We need security solutions that are designed from the ground up to operate in today’s dynamic environment.

Michael Sentonas, President, CrowdStrike

December 8, 2015

4 Min Read

The idea of a network perimeter is quickly morphing into something more complicated. We work outside of the corporate network on our own devices, storing and moving things through clouds of applications, storage, and service providers. How will security change in the next few years to adapt to this new reality?

Almost since its inception, digital security has followed a perimeter model, which may seem like the Maginot Line of cybersecurity. We are spending more and more time outside the firewall, so we need to think beyond it. At the same time, attackers are finding new vulnerabilities to get under the walls, developing new techniques to get around them, and finding softer targets with valuable assets to compromise. With the wide scale adoption of server virtualization and cloud computing, the concept of an enterprise data center has evolved into private and hybrid clouds that span on-premises and cloud-hosted servers in a seamless fashion.

The new security model needs to follow the data and users, as well as their devices and services. This does not mean that security will be completely cloud-based, with no on-premises component. Cloud computing and storage will still incorporate a perimeter and access approach, as will the data center. The data center needs to shift focus from servers to applications and data, which move in a dynamic manner with decreasing emphasis on location or ownership of hardware. But it will have to augment this with multiple vantage points of traffic flows, analytics, and collaborative intelligence. Encrypted communications make it difficult for firewalls to inspect individual traffic flows, increasing the importance of multiple perspectives.

This is strikingly similar to the physical security world we find around us. Attackers are not defined by physical borders, so defenses need a much higher level of collaboration, large volumes of intelligence, and powerful analytics to pull insight out of the noise and chatter.

Real-Time Security

The key to successful security operations in the new data center is real-time dynamic provisioning and orchestration. Security must follow the data, follow the application, and follow the user. One approach is a dynamic perimeter that forms around every flow. The network is no longer static or deterministic; it has become fluid, and security needs to be agile. This means implementing cloud security solutions that can redirect flows between endpoint devices and applications for inspection, analysis, and prediction. These solutions need to ask, “Is this normal activity between this device/location/user/application?”

With mobile users and IoT devices connecting directly to the cloud, the new model means securing the channel between endpoints and applications, not just with encryption but by watching out for attacker redirection and man-in-the-middle attacks that could disrupt devices or data enough to affect your operations. Encryption and tokenization become critical when corporate data is stored on shared resources in hybrid or public clouds. Data must be secured both at rest and at all points of the flow to protect it from hardware or virtualization exploits. Identity and policy management will become extremely important in such a dynamic environment, defining and enforcing policies that prevent sensitive information such as personally identifiable data or health details from straying outside of secure locations and devices.

Another approach of real-time dynamic provisioning and orchestration is shrinking the perimeter around each individual device, forcing the devices to protect themselves. Many devices will not have the compute power necessary to do this, requiring a mix of hardware-enabled trust and cloud-based processing.

Perhaps the most important part of this new security model is the analytics necessary to put together multiple observations from different agents at varying points in the cloud into a cohesive picture that can differentiate signal from noise, without an overwhelming number of false positives.

An interesting analogy to this method is how airplane flight control systems were developed. Different developers in different locations using different languages and algorithms running on different hardware developed systems for the same set of controls. In operation, only when multiple systems were within tolerance would the airplane actually take action. In security, this approach not only reduces false positives, it makes it far more difficult for attackers to develop threats that can evade the detection algorithms because multiple are in use at any time.

We need to build security solutions that are designed from the ground up to operate in this new dynamic environment: Multiple perimeters, hardware-based trust, and cloud-scale analytics fuelled by large volumes of shared threat intelligence must enable local and cloud-based agents to detect and disrupt attacks at machine speeds. 

About the Author(s)

Michael Sentonas

President, CrowdStrike

Michael Sentonas is President of CrowdStrike. Previously, he served as Vice President, Technology Strategy, at CrowdStrike as well as Chief Technology Officer. With over 20 years' experience in cybersecurity, Mike's most recent roles prior to joining CrowdStrike were Chief Technology Officer – Security Connected and Chief Technology and Strategy Officer APAC, both at McAfee (formerly Intel Security). Mike is an active public speaker on security issues and provides advice to government and business communities on global and local cyber security threats.

He is highly sought after to provide insights into security issues and solutions by the media including television, technology trade publications and technology centric websites. Michael has spoken around the world at numerous sales conferences, customer and non-customer conferences and contributes to various government and industry associations’ initiatives on security. Michael holds a bachelor's degree in computer science from Edith Cowan University, Western Australia and has an Australian Government security clearance.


◆ What the task requires
When the string "node" appears in a line of the records, show the whole line.

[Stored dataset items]

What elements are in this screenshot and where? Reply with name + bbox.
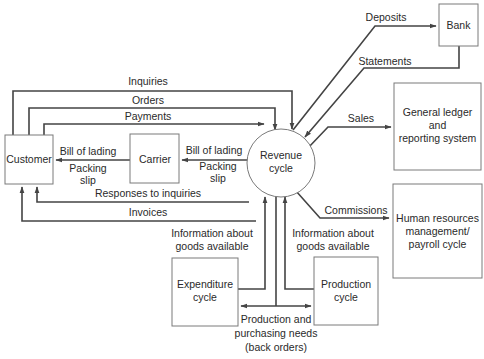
- label-bill-of-lading-carrier: Bill of lading: [186, 144, 243, 156]
- label-info-prod-2: goods available: [297, 240, 370, 252]
- label-bill-of-lading-customer: Bill of lading: [60, 145, 117, 157]
- label-packing-customer-2: slip: [80, 174, 96, 186]
- label-deposits: Deposits: [366, 11, 407, 23]
- customer-label: Customer: [6, 153, 52, 165]
- label-inquiries: Inquiries: [128, 75, 168, 87]
- label-sales: Sales: [348, 112, 374, 124]
- node-production-cycle: Production cycle: [314, 257, 378, 325]
- node-customer: Customer: [5, 135, 53, 184]
- flow-payments: [44, 124, 264, 135]
- node-carrier: Carrier: [130, 134, 179, 183]
- bank-label: Bank: [447, 19, 472, 31]
- node-revenue-cycle: Revenue cycle: [247, 129, 315, 197]
- exp-label-2: cycle: [193, 291, 217, 303]
- flow-sales: [308, 127, 391, 148]
- label-statements: Statements: [358, 55, 411, 67]
- label-needs-2: purchasing needs: [235, 327, 318, 339]
- gl-label-2: and: [429, 119, 447, 131]
- label-info-exp-1: Information about: [171, 227, 253, 239]
- label-needs-1: Production and: [241, 313, 312, 325]
- label-packing-carrier-1: Packing: [199, 160, 237, 172]
- label-packing-carrier-2: slip: [210, 172, 226, 184]
- gl-label-3: reporting system: [399, 132, 477, 144]
- label-orders: Orders: [132, 94, 164, 106]
- node-general-ledger: General ledger and reporting system: [394, 83, 481, 170]
- node-human-resources: Human resources management/ payroll cycl…: [393, 184, 482, 278]
- revenue-label-2: cycle: [269, 162, 293, 174]
- node-bank: Bank: [439, 4, 478, 46]
- gl-label-1: General ledger: [403, 106, 473, 118]
- hr-label-3: payroll cycle: [409, 238, 467, 250]
- label-responses: Responses to inquiries: [95, 187, 201, 199]
- prod-label-1: Production: [321, 278, 371, 290]
- hr-label-1: Human resources: [396, 212, 479, 224]
- label-commissions: Commissions: [324, 204, 387, 216]
- exp-label-1: Expenditure: [177, 278, 233, 290]
- revenue-cycle-context-diagram: Inquiries Orders Payments Bill of lading…: [0, 0, 484, 359]
- carrier-label: Carrier: [139, 153, 172, 165]
- hr-label-2: management/: [405, 225, 469, 237]
- label-payments: Payments: [125, 110, 172, 122]
- label-invoices: Invoices: [129, 206, 168, 218]
- revenue-label-1: Revenue: [260, 149, 302, 161]
- label-packing-customer-1: Packing: [69, 162, 107, 174]
- label-needs-3: (back orders): [245, 341, 307, 353]
- node-expenditure-cycle: Expenditure cycle: [172, 258, 238, 326]
- label-info-exp-2: goods available: [176, 240, 249, 252]
- label-info-prod-1: Information about: [292, 227, 374, 239]
- prod-label-2: cycle: [334, 291, 358, 303]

◆ Output
- node-production-cycle: Production cycle: [314, 257, 378, 325]
- node-customer: Customer: [5, 135, 53, 184]
- node-carrier: Carrier: [130, 134, 179, 183]
- node-revenue-cycle: Revenue cycle: [247, 129, 315, 197]
- node-general-ledger: General ledger and reporting system: [394, 83, 481, 170]
- node-human-resources: Human resources management/ payroll cycl…: [393, 184, 482, 278]
- node-bank: Bank: [439, 4, 478, 46]
- node-expenditure-cycle: Expenditure cycle: [172, 258, 238, 326]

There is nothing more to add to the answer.